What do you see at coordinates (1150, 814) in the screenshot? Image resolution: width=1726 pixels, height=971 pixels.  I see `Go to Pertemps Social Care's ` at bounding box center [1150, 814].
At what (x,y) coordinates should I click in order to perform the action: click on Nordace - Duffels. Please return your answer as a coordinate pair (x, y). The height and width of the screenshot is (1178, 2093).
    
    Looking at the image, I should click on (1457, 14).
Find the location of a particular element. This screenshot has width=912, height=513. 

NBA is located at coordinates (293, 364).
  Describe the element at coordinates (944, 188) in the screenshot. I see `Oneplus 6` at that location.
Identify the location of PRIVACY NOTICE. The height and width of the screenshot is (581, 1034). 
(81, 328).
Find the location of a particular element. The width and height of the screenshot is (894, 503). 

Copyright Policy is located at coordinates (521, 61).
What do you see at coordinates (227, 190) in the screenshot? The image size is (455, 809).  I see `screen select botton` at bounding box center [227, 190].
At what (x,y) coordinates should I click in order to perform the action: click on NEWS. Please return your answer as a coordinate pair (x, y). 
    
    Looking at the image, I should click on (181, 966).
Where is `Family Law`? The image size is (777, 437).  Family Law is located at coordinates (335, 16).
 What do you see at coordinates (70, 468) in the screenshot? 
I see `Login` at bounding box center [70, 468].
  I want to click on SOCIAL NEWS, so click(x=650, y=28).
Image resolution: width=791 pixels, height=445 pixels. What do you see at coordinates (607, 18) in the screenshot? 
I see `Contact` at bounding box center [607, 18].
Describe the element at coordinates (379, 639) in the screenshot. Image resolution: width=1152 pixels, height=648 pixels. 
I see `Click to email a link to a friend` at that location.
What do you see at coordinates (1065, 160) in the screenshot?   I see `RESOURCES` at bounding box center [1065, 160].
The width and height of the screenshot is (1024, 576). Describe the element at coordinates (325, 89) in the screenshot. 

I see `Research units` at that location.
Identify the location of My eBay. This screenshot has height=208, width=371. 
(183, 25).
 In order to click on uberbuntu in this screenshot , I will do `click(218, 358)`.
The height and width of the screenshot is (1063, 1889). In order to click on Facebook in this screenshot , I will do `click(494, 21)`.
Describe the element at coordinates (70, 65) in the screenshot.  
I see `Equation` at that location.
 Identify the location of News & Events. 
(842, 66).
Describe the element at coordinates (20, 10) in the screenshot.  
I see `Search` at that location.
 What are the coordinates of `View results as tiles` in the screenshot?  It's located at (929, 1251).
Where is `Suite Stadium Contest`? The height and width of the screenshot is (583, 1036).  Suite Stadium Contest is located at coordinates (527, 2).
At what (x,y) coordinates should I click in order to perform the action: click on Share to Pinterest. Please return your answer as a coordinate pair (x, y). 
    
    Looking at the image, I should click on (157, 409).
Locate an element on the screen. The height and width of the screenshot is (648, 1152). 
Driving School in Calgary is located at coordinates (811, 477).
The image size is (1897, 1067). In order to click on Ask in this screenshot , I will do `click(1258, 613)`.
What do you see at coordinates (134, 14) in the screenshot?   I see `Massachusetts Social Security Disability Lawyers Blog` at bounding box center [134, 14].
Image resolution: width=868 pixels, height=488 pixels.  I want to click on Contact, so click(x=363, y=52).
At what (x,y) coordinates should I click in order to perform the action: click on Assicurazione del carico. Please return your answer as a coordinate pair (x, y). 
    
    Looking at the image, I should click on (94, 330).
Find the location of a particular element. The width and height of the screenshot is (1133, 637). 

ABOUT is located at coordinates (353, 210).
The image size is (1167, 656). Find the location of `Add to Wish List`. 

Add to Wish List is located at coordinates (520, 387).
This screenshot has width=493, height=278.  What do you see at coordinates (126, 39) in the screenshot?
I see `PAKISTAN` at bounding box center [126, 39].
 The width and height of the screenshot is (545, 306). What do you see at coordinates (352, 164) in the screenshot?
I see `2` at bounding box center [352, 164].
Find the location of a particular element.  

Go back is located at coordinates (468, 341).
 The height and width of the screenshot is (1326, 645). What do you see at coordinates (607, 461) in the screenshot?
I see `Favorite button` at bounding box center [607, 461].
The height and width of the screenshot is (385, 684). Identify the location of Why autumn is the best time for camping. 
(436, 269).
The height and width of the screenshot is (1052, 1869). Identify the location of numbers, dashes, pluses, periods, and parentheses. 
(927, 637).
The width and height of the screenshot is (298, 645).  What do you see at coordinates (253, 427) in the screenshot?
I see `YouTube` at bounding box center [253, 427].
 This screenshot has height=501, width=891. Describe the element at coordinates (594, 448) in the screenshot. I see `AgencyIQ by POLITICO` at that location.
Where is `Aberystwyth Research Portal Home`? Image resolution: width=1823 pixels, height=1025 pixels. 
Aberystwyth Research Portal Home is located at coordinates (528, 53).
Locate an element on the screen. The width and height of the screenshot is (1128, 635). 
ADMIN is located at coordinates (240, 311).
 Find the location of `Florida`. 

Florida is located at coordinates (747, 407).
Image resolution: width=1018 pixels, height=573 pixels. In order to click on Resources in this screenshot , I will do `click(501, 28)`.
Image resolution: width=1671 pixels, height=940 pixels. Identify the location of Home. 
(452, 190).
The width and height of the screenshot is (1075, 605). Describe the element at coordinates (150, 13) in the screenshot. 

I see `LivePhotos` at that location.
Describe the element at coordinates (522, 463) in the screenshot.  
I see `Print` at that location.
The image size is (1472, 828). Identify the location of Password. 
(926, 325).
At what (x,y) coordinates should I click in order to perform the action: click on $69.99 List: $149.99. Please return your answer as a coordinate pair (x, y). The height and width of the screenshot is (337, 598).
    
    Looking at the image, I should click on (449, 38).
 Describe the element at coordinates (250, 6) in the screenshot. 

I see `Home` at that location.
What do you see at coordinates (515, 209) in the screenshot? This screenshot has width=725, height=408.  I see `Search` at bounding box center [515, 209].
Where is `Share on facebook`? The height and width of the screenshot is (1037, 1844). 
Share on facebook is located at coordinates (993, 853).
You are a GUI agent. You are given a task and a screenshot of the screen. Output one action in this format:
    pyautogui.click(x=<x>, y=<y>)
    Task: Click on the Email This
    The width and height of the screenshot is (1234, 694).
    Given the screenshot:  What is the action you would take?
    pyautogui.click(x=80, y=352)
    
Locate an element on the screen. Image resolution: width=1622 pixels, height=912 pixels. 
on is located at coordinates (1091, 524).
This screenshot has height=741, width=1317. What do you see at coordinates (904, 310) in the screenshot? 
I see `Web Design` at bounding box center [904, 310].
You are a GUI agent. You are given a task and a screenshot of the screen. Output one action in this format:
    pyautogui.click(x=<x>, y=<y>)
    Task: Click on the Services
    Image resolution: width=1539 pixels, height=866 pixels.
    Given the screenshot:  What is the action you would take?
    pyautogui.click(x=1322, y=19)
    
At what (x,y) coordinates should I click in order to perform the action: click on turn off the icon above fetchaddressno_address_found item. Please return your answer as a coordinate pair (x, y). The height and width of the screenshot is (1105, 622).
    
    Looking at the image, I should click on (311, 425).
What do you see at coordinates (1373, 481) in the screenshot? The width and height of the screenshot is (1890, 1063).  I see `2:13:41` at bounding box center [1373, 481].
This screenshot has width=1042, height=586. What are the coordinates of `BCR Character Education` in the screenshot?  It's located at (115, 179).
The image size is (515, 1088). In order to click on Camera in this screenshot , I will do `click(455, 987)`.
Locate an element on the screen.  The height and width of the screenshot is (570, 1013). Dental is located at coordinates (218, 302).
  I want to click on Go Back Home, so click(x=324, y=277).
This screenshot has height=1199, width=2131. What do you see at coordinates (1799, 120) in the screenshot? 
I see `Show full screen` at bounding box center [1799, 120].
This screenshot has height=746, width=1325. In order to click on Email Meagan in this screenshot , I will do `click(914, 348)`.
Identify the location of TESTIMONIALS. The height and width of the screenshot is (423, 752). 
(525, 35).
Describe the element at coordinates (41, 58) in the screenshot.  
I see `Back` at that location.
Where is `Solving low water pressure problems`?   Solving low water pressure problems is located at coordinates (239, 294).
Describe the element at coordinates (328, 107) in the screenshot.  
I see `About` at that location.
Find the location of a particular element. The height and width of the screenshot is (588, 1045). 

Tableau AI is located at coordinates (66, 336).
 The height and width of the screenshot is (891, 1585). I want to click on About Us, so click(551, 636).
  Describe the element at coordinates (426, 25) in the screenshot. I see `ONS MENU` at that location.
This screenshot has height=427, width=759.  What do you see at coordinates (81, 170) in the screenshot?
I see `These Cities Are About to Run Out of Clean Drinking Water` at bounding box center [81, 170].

#####

■ **What to produce**
Total up the lines in the listing above that include "will". Give the number by itself.

■ **Answer area**
6